Glabrous skin (palms, soles) contributes through AV shunts — thermosensitivity of the hand is significantly greater than the soles. — Fitzpatrick's Dermatology
3. Mechanisms of Heat Loss from the Skin Surface
a) Radiation (~60% of heat loss)
- The body emits infrared rays (wavelengths 5–20 µm) in all directions
- Heat loss by radiation occurs when skin temperature > ambient temperature
- Radiation is the dominant route of heat dissipation at rest indoors
b) Conduction and Convection (~10–15%)
- Conduction: direct transfer of heat to objects in contact with skin
- Convection: heat loss to air moving over the skin surface; markedly increased by wind
- Conduction is greatly increased in cold water (water conducts heat ~25× better than air)
c) Evaporation (Sweating) — Critical in heat stress
When ambient temperature exceeds skin temperature, radiation and convection become ineffective, and evaporation becomes the only viable mechanism.
Sweat Glands
- Eccrine sweat glands are innervated by cholinergic sympathetic nerves
- Sweating begins when core temperature rises above the hypothalamic set-point (~37°C)
- Normal maximum: ~1 L/hr (unacclimatized); up to 2–3 L/hr after heat acclimatization
- Evaporation of sweat removes heat at a rate >10 times the basal metabolic rate
Sweat Composition
- Primary secretion is protein-free (plasma-like)

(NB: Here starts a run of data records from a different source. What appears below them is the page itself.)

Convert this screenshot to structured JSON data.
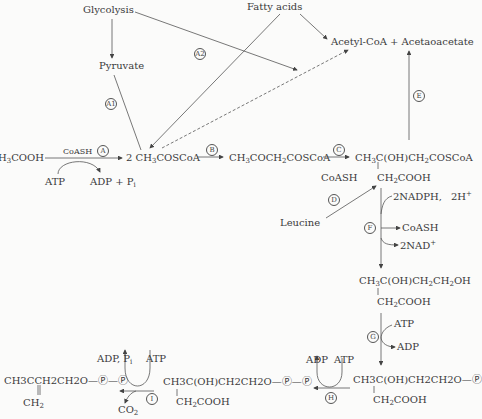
{
  "nodes": {
    "glycolysis": "Glycolysis",
    "fatty_acids": "Fatty acids",
    "pyruvate": "Pyruvate",
    "acetyl_coa_acetoacetate": "Acetyl-CoA + Acetaoacetate",
    "acetate": "H3COOH",
    "acetyl_scoa": "2 CH3COSCoA",
    "acetoacetyl_scoa": "CH3COCH2COSCoA",
    "hmg_scoa_top": "CH3C(OH)CH2COSCoA",
    "hmg_scoa_bottom": "CH2COOH",
    "leucine": "Leucine",
    "mevalonate_top": "CH3C(OH)CH2CH2OH",
    "mevalonate_bottom": "CH2COOH",
    "mevalonate_p_top": "CH3C(OH)CH2CH2O—Ⓟ",
    "mevalonate_p_bottom": "CH2COOH",
    "mevalonate_pp_top": "CH3C(OH)CH2CH2O—Ⓟ—Ⓟ",
    "mevalonate_pp_bottom": "CH2COOH",
    "isopentenyl_pp_top": "CH3CCH2CH2O—Ⓟ—Ⓟ",
    "isopentenyl_pp_bottom": "CH2"
  },
  "cofactors": {
    "coash_a": "CoASH",
    "atp_a": "ATP",
    "adp_pi_a": "ADP + Pi",
    "coash_c": "CoASH",
    "nadph": "2NADPH,",
    "h_plus": "2H+",
    "coash_f": "CoASH",
    "nad": "2NAD+",
    "atp_g": "ATP",
    "adp_g": "ADP",
    "adp_h": "ADP",
    "atp_h": "ATP",
    "adp_pi_i": "ADP, Pi",
    "atp_i": "ATP",
    "co2_i": "CO2"
  },
  "step_labels": {
    "A": "A",
    "A1": "A1",
    "A2": "A2",
    "B": "B",
    "C": "C",
    "D": "D",
    "E": "E",
    "F": "F",
    "G": "G",
    "H": "H",
    "I": "I"
  }
}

- The duct reabsorbs NaCl: at low sweat rates, [Na⁺] falls to ~5 mEq/L; at high rates, ~50–60 mEq/L
- Acclimatization: aldosterone secretion increases, reducing salt loss from 15–30 g/day to 3–5 g/day after 4–6 weeks
4. Heat Conservation Mechanisms
| Mechanism | Skin Role |
|---|
| Vasoconstriction | Reduces blood flow to skin → reduces heat conduction to surface |
| Piloerection | Erector pili muscles raise hairs → traps air layer → insulation (minor in humans) |
| Reduced sweating | Prevents evaporative loss |
5. Central Integration — Hypothalamic Control
- Preoptic anterior hypothalamus acts as the thermostat
- It receives afferent signals from cutaneous thermoreceptors (warm and cold receptors via primary somatosensory afferents) and from core thermosensors
- Efferent output via the autonomic nervous system modulates:
- Cutaneous vasomotor tone
- Sweat gland activity
- Shivering thermogenesis
- Prolonged cold exposure also activates the thyroid axis → increased metabolic rate — Harrison's Principles of Internal Medicine 22E
6. Clinical Correlations
| Condition | Thermoregulatory Defect |
|---|
| Raynaud disease | Exaggerated vasospasm in glabrous skin AV anastomoses in response to cold/emotion → digital ischemia |
| Diabetes mellitus (Type 1) | Impaired thermoregulatory response; increased basal skin blood flow; reduced NOS activity |
| Postmenopausal hot flushes | Estrogen deficiency → loss of vasodilatory function → altered skin vasomotor control |
| Heat exhaustion | Failure of sweating due to dehydration; core temp rises to ~39°C |
Summary
The skin regulates body temperature through three principal mechanisms:
- Cutaneous vasodilation/vasoconstriction — controlled by the sympathetic nervous system, adjusts heat transfer from core to skin surface
- Evaporative sweating — cholinergic sympathetic drive; dominant mechanism in heat
- Physical insulation — fat and subcutaneous tissue reduce passive heat loss in cold
The hypothalamus integrates thermal signals and orchestrates these responses to maintain homeothermy within a narrow range.